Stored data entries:
========================================
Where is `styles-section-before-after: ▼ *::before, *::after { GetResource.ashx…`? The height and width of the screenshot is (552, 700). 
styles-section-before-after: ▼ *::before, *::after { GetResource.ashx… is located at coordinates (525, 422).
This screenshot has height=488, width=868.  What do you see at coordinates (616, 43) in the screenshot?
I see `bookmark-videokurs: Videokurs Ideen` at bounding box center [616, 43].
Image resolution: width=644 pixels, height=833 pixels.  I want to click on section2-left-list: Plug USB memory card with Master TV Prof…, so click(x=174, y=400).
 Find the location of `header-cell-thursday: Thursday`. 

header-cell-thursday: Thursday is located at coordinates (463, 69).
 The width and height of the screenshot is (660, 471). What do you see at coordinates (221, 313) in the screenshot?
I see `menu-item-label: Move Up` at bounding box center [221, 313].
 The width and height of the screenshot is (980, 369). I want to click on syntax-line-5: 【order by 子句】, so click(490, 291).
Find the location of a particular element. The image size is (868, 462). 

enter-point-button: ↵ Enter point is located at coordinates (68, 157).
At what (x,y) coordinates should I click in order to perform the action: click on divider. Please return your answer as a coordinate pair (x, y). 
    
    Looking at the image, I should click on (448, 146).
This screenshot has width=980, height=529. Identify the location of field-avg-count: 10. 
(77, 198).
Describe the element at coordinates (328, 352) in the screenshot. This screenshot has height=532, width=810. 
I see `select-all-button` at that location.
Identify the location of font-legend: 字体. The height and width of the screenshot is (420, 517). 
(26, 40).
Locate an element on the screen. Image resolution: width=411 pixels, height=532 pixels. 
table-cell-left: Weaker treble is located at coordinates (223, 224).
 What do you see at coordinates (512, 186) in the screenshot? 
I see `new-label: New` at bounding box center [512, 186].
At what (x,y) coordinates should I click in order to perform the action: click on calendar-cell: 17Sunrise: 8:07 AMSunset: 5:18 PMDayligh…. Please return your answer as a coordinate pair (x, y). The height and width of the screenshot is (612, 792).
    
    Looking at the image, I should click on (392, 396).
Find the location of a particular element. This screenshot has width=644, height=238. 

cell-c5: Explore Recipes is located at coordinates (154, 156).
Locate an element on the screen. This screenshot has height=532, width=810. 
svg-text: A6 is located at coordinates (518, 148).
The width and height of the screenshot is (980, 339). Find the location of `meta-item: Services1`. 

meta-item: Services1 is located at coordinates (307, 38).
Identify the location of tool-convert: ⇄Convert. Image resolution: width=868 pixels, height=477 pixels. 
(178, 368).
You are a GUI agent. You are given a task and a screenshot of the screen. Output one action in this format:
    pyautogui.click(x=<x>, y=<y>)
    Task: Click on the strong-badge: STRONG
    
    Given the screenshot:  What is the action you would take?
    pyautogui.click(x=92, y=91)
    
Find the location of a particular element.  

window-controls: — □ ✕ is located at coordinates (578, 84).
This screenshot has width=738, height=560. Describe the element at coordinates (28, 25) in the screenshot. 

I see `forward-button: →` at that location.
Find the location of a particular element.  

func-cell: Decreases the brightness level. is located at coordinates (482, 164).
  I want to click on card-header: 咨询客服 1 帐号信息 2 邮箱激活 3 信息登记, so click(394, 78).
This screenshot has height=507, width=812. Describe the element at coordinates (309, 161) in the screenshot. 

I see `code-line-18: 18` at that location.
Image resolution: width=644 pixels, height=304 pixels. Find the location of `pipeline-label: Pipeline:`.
========================================
▶ [What you need to do]:
The output should be exactly the lines above from the line containing "The width and height of the screenshot is (980, 339)." to the line containing "You are a GUI", inclusive, with no other lines.

▶ [Result]:
The width and height of the screenshot is (980, 339). Find the location of `meta-item: Services1`. 

meta-item: Services1 is located at coordinates (307, 38).
Identify the location of tool-convert: ⇄Convert. Image resolution: width=868 pixels, height=477 pixels. 
(178, 368).
You are a GUI agent. You are given a task and a screenshot of the screen. Output one action in this format:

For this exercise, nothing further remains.